| | In case it hasn't already been made clear, the question which Robert has chosen to repeat is a dishonest one. Unspecified charges are always wrong. They are epistemologically wrong because they are arbitrary. The questioner wants his unsupported words to be treated the same as statements for which actual evidence or other valid support has been provided. That amounts to the altruistic demand that the listener do the speaker's work for him. And it's personally immoral. Unspecified charges and unsupported accusations amount to smears, smears which, since they are unspecific, the accused cannot even answer, and should not need to answer without cause. Beside improper insults in the context of etiquette, such accusations can, depending on context amount to libel, slander, and criminal defamation as well as contempt of court.

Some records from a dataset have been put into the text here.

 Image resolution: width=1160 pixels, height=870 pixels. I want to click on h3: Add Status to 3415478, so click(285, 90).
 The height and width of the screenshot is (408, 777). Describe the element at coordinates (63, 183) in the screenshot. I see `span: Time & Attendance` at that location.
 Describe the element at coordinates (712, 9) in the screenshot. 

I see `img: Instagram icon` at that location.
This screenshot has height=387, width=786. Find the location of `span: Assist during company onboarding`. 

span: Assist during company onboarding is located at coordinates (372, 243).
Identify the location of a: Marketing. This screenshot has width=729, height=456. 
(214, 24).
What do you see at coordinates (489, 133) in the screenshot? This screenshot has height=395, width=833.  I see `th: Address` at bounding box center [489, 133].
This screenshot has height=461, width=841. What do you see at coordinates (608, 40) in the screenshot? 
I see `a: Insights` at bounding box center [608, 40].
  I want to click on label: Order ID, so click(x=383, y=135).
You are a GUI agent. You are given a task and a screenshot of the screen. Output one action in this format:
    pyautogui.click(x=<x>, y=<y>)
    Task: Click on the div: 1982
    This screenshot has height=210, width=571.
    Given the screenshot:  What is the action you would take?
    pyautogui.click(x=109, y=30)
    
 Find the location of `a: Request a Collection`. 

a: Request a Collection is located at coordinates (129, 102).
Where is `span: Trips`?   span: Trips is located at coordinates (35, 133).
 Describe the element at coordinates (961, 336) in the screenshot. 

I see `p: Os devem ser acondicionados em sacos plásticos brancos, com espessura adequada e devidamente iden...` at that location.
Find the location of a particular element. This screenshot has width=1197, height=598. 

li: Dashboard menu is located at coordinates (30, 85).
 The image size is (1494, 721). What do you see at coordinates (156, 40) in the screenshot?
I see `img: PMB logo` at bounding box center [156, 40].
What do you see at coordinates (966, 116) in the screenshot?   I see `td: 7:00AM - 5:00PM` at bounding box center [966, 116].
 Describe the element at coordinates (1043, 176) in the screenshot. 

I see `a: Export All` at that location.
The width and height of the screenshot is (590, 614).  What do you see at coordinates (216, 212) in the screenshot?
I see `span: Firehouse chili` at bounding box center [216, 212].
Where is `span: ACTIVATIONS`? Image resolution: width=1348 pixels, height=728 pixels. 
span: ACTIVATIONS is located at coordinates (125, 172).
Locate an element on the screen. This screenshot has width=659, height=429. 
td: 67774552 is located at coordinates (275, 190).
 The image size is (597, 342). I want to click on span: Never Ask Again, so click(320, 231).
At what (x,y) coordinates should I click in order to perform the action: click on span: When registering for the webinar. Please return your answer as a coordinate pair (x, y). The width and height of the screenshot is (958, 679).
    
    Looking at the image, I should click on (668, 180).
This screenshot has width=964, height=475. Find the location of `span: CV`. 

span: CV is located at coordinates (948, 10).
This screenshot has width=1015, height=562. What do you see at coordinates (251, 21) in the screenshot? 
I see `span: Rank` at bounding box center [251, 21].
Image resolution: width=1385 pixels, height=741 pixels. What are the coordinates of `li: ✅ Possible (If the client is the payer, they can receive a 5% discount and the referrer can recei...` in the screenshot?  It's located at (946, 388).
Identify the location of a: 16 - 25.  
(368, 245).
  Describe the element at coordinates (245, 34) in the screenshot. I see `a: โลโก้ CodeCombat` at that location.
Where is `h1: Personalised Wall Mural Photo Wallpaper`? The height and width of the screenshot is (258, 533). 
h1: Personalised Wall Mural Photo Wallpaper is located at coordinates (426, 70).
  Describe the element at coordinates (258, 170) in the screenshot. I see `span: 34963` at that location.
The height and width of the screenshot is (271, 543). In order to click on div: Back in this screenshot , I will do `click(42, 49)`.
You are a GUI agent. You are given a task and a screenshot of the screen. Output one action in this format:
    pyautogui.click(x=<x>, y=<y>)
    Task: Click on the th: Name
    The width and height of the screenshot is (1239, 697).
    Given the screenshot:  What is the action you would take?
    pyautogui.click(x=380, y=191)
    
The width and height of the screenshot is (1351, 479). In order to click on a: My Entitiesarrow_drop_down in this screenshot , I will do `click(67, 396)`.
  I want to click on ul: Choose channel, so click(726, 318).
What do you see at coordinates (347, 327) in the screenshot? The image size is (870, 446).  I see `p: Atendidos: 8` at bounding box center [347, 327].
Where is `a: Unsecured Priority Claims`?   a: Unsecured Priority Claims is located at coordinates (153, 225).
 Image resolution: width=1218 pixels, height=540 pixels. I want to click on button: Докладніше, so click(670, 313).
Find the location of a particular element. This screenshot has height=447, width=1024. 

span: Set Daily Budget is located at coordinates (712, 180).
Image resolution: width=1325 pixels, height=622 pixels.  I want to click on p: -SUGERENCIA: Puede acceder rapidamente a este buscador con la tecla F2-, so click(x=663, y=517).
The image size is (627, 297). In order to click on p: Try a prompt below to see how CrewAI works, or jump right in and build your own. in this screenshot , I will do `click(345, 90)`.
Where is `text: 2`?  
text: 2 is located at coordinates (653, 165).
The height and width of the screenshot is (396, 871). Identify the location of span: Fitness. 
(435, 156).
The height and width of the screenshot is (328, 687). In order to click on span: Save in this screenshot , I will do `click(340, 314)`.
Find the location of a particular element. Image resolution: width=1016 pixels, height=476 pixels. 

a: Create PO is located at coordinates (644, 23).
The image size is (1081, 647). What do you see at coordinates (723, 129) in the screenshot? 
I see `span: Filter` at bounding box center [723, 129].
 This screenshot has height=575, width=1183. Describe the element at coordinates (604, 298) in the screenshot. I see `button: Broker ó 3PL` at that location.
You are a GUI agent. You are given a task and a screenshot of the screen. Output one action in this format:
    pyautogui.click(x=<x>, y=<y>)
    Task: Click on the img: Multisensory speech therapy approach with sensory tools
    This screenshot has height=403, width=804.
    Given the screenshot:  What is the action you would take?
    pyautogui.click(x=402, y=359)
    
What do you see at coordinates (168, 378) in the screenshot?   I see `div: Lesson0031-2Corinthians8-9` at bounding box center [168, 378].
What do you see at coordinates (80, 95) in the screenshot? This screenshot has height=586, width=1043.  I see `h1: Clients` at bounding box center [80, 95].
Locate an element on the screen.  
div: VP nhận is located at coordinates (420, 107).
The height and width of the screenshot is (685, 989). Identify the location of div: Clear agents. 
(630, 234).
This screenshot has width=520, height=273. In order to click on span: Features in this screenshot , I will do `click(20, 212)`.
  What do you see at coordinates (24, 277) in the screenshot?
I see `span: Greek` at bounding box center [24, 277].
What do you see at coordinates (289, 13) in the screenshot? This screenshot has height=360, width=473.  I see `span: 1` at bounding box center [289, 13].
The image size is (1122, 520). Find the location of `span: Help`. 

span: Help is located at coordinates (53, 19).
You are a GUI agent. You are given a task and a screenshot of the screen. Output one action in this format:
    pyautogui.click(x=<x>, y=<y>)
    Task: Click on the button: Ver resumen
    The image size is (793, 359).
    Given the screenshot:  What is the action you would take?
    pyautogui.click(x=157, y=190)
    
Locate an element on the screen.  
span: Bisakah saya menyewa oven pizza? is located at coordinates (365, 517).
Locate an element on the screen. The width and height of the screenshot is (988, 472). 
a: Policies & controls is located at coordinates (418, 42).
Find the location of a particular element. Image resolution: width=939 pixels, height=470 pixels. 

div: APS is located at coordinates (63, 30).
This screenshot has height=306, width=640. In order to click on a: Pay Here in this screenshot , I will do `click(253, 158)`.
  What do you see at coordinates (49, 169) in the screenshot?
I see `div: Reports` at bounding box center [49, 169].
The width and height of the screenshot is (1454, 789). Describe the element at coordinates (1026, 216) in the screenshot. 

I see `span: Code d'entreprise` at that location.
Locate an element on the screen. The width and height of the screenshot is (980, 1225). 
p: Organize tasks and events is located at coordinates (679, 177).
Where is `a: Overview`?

Observe the motivation of the person above. Is it intellectually honest? When challenged we see that what was posed as an "intellectual" question was intended as an attack both on the subject of the question and the people to whom the question was addressed.
Unspecified charges and unsupported accusations are immoral smears at best and, in the end, the substance of show trials and lynchings.
They have no place within an Objectivist community.
That's funny stuff.
Here's some more funny stuff from Harry Binswanger:
I advise you to stay away from [Burns' book Goddess of the Market], for the reason I gave in an earlier post: it is almost impossible to keep all the false and slanted "facts" out of your subconscious "file folders." Not only would reading it, quite unjustly, tend to diminish your admiration for Ayn Rand, you are very likely, years later, to treat as fact that which is false or arbitrary.
(Rational subconscious premises might be tampered with by such E-vil influences as Kant or that Burns book.)